Many nights, the e-mails from his boss arrived between 2:30 and 4:30 a.m. — "no man's land," in Michael Bodnar's words.
"I wouldn't know if he was starting his workday wicked early, or if he hadn't gone to sleep yet — or if he never slept," said Bodnar, a data center manager from Ashland, Mass.
"He used it to strategic advantage," said Bodnar, who has moved on from the vampire boss but remains agitated at the memory. "He would draw you into something in the middle of the night. He'd plant a seed of doubt."
Even as some U.S. firms boast about policies that encourage workers to unplug — allowing unlimited vacation time, for example, or discouraging after-hours e-mails — many workers like Bodnar say they are afraid to go offline. The employee who sleeps through a 3 a.m. e-mail risks losing out on business.
If only they lived in France. Last month, labor unions and corporate representatives there agreed to limit after-hours e-mails. The agreement, which would give workers an 11-hour e-mail-free window, aims to improve work-life balance. Word of the French e-mail limits went viral in the United States, where work is increasingly encroaching on the rest of life, one message at a time.
More than four of 10 cellphone-owning adults have slept near their phones so that they don't miss a text or an e-mail, according to 2012 data from the Pew Internet Project.
Statistics on the volume of late-night work-related e-mails are hard to come by, but one thing is clear: Middle-of-the-night e-mailing is a source of stress — on both sides of the "send" button.
Consider Liz Cohen, executive director of Families First Parenting Programs in Cambridge, Mass., and a bad sleeper. She's also a boss who often sends e-mails at 3 a.m.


## WHAT IS NEEDED:
Search the data for the word "years" and copy each line that has it.

──────── DATASET CONTENT ────────

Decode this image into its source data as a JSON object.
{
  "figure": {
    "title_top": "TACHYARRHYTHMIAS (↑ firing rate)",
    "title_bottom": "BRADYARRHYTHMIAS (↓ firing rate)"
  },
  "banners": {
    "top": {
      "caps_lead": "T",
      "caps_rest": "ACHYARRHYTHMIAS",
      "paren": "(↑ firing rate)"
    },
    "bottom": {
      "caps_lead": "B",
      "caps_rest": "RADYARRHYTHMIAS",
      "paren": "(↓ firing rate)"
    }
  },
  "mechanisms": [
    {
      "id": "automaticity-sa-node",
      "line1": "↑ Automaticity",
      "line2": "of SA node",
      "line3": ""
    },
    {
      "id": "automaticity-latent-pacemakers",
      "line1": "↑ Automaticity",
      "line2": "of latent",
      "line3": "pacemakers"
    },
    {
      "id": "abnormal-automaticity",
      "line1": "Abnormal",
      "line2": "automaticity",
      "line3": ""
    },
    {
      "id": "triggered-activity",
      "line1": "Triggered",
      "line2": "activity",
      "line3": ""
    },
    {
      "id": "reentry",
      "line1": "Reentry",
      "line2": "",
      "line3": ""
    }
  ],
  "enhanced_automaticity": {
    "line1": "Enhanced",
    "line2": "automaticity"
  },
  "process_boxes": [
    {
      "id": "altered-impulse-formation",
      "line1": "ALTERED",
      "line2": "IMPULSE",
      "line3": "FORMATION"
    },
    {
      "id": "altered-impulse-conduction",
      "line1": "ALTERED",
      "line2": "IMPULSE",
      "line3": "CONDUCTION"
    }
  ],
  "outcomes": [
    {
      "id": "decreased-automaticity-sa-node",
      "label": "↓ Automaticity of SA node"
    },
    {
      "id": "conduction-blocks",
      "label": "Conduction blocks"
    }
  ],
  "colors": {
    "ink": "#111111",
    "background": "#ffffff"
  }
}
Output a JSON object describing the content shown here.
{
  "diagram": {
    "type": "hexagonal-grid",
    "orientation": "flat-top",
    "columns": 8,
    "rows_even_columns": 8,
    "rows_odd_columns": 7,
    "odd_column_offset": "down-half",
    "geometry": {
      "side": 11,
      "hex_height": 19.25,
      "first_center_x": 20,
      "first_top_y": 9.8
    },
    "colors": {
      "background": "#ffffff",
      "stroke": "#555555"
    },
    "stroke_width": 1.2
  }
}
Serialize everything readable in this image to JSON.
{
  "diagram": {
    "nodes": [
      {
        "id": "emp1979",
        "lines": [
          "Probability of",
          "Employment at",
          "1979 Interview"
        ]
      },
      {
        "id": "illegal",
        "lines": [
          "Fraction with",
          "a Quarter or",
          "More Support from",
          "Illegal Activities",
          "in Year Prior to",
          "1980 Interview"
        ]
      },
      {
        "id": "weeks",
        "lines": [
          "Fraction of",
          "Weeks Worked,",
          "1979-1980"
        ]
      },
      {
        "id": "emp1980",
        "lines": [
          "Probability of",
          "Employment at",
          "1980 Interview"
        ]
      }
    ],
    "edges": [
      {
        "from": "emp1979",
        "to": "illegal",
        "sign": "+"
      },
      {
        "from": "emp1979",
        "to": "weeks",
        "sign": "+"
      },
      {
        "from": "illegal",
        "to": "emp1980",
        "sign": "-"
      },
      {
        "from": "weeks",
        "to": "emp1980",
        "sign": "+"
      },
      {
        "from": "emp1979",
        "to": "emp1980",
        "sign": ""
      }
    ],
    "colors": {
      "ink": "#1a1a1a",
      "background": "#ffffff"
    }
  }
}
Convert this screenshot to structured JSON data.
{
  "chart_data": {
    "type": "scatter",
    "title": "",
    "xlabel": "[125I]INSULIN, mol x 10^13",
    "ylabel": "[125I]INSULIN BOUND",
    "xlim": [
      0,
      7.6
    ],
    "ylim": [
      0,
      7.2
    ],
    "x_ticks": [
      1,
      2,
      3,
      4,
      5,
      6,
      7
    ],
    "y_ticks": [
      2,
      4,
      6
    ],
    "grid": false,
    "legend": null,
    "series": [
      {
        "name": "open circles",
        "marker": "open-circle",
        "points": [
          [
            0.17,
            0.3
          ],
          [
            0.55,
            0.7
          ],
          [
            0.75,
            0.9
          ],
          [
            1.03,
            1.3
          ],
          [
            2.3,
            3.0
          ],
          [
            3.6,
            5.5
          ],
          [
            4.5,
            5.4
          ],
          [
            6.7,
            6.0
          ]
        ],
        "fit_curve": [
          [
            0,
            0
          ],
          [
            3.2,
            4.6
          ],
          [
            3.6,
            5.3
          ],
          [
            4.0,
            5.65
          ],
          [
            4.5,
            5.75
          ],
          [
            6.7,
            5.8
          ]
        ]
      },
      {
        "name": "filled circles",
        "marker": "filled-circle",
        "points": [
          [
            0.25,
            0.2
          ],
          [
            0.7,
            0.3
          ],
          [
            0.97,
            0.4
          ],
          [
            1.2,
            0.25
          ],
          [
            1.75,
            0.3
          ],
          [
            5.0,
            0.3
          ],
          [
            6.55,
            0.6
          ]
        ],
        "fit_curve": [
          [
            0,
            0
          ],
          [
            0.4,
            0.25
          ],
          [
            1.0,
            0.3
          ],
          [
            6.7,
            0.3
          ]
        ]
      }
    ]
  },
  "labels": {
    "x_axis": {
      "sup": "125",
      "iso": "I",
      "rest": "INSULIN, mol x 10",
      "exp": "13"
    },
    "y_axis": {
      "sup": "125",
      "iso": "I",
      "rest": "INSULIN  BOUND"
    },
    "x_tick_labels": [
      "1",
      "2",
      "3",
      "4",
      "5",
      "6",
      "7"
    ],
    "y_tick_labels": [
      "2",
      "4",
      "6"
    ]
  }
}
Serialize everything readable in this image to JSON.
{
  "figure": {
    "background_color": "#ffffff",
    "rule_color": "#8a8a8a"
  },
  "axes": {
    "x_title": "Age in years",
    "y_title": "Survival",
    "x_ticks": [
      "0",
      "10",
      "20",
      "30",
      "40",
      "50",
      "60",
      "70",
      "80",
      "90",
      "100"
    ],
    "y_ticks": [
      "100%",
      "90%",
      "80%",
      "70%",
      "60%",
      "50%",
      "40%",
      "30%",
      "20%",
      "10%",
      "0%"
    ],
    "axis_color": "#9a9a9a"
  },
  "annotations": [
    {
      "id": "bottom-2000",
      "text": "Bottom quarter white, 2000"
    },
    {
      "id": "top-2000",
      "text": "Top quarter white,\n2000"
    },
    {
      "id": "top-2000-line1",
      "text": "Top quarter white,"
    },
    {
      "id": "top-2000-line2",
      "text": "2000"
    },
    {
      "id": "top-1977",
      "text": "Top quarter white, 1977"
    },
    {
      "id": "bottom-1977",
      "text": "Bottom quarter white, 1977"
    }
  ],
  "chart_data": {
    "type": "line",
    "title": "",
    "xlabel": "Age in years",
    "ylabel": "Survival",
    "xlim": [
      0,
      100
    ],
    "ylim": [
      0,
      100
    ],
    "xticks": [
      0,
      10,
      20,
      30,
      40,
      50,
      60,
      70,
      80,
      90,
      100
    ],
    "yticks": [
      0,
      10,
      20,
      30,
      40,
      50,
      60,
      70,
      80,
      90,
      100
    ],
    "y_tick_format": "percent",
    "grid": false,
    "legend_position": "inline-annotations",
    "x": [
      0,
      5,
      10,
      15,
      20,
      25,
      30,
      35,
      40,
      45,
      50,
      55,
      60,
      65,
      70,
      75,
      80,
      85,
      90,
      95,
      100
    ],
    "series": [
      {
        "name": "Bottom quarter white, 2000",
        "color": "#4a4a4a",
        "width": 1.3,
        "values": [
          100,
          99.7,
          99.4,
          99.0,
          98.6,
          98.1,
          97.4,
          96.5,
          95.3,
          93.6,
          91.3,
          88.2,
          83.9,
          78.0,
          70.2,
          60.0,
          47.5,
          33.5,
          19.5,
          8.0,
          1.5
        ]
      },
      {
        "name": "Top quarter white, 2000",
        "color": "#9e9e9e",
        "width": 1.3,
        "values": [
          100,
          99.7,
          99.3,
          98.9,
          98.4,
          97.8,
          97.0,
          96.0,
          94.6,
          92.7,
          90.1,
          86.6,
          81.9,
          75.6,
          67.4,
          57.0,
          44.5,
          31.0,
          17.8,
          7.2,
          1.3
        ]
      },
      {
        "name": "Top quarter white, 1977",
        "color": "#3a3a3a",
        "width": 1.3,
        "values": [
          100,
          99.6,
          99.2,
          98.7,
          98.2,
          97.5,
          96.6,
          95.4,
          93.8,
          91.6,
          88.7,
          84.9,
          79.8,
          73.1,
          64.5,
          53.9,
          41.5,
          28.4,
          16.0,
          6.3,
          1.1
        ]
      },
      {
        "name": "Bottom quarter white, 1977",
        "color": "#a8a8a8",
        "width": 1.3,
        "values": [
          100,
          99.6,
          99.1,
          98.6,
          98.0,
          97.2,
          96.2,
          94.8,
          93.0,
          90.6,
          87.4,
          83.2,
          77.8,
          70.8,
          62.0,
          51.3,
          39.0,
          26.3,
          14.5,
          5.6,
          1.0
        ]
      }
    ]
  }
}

────────

## EXERCISE OUTPUT:
    "x_title": "Age in years",
    "xlabel": "Age in years",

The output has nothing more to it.